The phone on his desk rang and he picked it up. He listened for a moment before replying. “Yes, he’s here in my office. I will send him down immediately.” He replaced the telephone, and frowning looked at me. “Detective Superintendent Fuller wants to see you in his office immediately. Amanda said he is on the warpath. Have you done anything that might have set him off, Sergeant?”
“No sir, nothing at all.” Although getting the traffic camera footage from Ipswich would not go down too well with him, nor sending Rampley’s diary to NCA, but how would Fuller know of either of those deeds?
“You best get down to his office straightway, AJ. Leave arranging the trawl of camera traffic to me and DI Warren.”
Fliss Warren looked petrified, so I winked at her, hoping she would know I would never drop her in the clag.
I made my way down the stairs to Fuller’s office, thinking he couldn’t know of my under-the-radar visit to Ipswich, or what I had brought back from Felixstowe. He must have learned that a helicopter from NCA landed last night at Thurston Hall but surely wouldn’t know the reason. But what if he did, the diary was now in safe hands.
Amanda, Fuller’s PA, was at her desk in the outer office. “He’s in a foul mood, Sergeant. I don’t know what you have done, but he is not a happy bunny.”
I got the impression she was rather pleased Fuller was not a happy bunny and wondered if she had suffered at the hands of Fuller, or other parts of his anatomy. I knocked on his office door and waited for him to say ‘enter’. I waited several minutes and was about to knock again when I heard him.
“Come in Dolihaye.”
Fuller was seated at a desk only slightly smaller than the control deck of the star-ship Enterprise. He was writing and didn’t look up as I entered. I stood like a lemon in front of his desk while he completed whatever he was writing. I suspect it was a ploy to have me quaking in my shoes, straight out of the ‘How to Intimidate Subordinates for Dummies’ handbook. Eventually, he looked up at me, or to be more accurate looked up and glowered at me.

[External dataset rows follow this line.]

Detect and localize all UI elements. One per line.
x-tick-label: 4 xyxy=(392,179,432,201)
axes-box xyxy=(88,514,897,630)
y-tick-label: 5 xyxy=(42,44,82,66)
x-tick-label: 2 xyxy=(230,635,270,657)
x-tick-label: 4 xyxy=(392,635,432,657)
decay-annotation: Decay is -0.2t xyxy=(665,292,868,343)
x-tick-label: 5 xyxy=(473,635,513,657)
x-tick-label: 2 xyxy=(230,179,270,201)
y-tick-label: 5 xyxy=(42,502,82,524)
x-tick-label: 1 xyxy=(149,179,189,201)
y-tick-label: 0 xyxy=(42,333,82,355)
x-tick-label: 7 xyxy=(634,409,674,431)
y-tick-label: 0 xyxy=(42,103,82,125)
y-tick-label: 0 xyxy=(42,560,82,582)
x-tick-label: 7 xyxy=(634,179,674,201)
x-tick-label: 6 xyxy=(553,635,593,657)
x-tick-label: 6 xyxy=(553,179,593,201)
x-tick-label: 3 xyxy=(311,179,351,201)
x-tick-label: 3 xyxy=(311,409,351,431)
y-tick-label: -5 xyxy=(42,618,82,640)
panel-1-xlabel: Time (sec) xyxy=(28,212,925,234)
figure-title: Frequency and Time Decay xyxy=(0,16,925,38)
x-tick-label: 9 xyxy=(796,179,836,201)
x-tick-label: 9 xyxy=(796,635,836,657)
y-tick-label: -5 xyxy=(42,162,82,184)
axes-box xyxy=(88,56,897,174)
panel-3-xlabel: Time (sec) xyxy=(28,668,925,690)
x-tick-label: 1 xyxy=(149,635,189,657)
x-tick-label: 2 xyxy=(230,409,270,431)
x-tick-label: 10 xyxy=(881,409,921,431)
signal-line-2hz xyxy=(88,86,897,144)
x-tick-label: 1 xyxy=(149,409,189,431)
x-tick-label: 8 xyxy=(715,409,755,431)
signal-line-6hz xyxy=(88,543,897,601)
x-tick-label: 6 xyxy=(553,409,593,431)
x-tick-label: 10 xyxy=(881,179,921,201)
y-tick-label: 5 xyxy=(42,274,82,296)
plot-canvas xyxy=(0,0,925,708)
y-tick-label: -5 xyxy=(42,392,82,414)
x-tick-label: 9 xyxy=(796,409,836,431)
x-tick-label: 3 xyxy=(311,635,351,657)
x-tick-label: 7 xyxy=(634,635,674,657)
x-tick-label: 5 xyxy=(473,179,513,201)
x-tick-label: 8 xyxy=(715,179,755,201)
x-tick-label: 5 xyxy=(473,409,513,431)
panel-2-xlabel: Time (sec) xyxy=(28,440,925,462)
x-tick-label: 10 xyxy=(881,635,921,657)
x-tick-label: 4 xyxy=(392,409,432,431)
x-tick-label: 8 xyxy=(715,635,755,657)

I had not taken much notice of Fuller when first meeting him. He was one of six senior officers on the panel assessing my application for a transfer to the East Anglian Constabulary and the only one to object to my application. He was in his middle forties, possibly into his fifties, a small man who compensated for his lack of inches by being assertive and aggressive. He was a snappy dresser; the suit he was wearing was bespoke and had probably cost him a month or two of my salary. His silk shirt was pale blue and the tie was in the colours of the MCC, the Marylebone Cricket Club, although I doubted Fuller was a member of that august body, there being a 27 year waiting list to become a full member. As he put the pen he had been using back into his breast pocket he shot the cuffs of his shirt, displaying diamond cuff links. The pen was an expensive Mont Blanc fountain pen. Rebecca had one from her father when she graduated; she said it had cost £600! Fuller was a flash sod, showing off his wealth, and in doing so also showing he wasn’t from the class he aspired to. His thin face was dominated by dark brown eyes, cold and heartless. A pencil-thin black moustache followed the line of his sneering top lip under a narrow nose. He wore his dark hair sleeked back with a widow’s peak and I wondered if he had used colour to disguise any grey. All in all, Fuller came across as a nasty piece of work, although a certain type of woman might like his rather raffish air. I had been taking inventory of him while he just stared, glowered, at me. Eventually, he spoke in the strangulated accent of someone born to the east of Cheapside but who tried to imitate the accent of someone born in Belgravia.